Teenaged artist tells the Star how she hopes her paintings will communicate the voice of Iraqi women to the world

DISABLED teenage Iraqi artist Samaa al-Ameer insisted that “love is the best medicine” for her country today as she hoped to use her paintings to communicate the voice of Iraqi women to the world.

Ms Ameer, 16, spoke to the Morning Star hoping to spread a Valentine’s Day message of “peace, tolerance and love” as the country spirals into violence and chaos, with armed militias and Iraqi security services attacking those demanding change.

She explained how the anti-government protests started in October with Iraqi youth raising the slogan “scared people cannot create freedom.”

But Ameer said that she was saddened to be prevented from accompanying her father to the demonstrations in Baghdad’s Tahrir Square “because of my disability.”

“I knew the amazing role of the Iraqi women there, especially the young ones, having seen their images on television screens and in photographs,” she said.

Her mother suggested that she made some paintings of the demonstrations and presented them as gifts to the protesters.

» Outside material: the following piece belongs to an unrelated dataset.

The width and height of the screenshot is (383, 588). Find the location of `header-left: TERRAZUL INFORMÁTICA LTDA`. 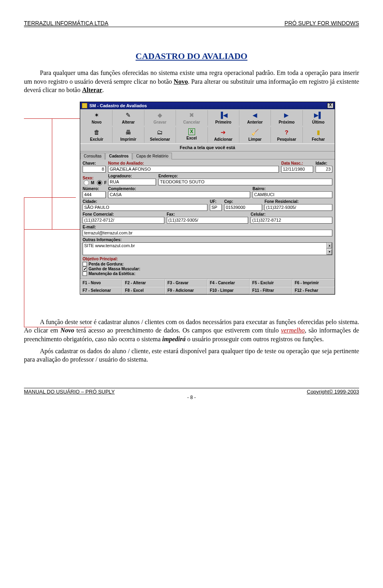

header-left: TERRAZUL INFORMÁTICA LTDA is located at coordinates (66, 23).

“I made two paintings; one of them is titled ‘The Rain of Iraq Hearts’ and I published them. But I said that any cultural activity is meaningless without going to Tahrir Square,” she said.

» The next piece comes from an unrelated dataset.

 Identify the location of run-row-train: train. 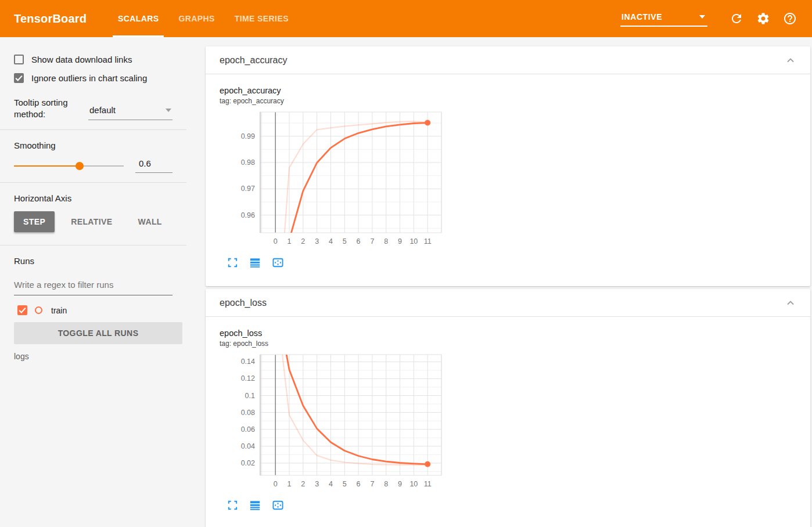
(95, 310).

She explained that her mother had to work hard to convince her father to take her to the square, which has been central to the uprising and the scene of a violent backlash with security services firing teargas and live bullets at those gathered there.

Ameer’s mother heard her speaking of her sadness at being unable to attend the protests and meet the young people demanding revolutionary change.

She persuaded her father to allow her to attend “because she knows very well that I am a girl of principles and she teaches me the importance of making my words correspond with my actions.

“My father and mother took me to Tahrir Square on the last day of 2019. I found there a beautiful picture of Iraq and l looked attentively at the Freedom Monument,” one of the city’s most well-known and best-loved statutes and a symbol of revolution.

“Because my country has suffered from difficult and critical circumstances, I raised two banners announcing my campaign for spreading a culture of love, peace, tolerance, and co-existence, banishing hatred,” Ameer explained.

The banners read “Love is the best medicine for Iraq” and “by love we can build Iraq.”

Samaa told the Star that she hoped to use her artwork to raise the voice of Iraqi women who are playing a leading role in the uprising.

Scores have been killed and arrested in protests across the country, but refuse to be intimidated.

Hundreds of women took to the streets of Baghdad on Thursday in defiance of a bid by Islamist cleric Muqtada al-Sadr to enforce gender separation in the rallies.

They said they refused to allow Iraq to become “another Iran” after Mr Sadr accused protesters of using drugs and alcohol, a practice he derided as “immoral” insisting women should not be present in the squares.

After Thursday’s march Mr Sadr warned it was full of “nudity, promiscuity, drunkenness, immorality, debauchery ... and non-believers” to discourage further participation.

The influential leader initially supported the protest movement, but has since come out in opposition and called for Iraqi’s to support new Prime Minister Mohammed Tawfiq Allawi.

But the youth-led protest movement has rejected his appointment seeing him as part of the corrupt elite they are trying to overthrow.

At least 600 people are believed to have been killed since the uprising began.

Ameer called for an end to the violence and urged Iraqi’s to “fill your heart with love to build your country.”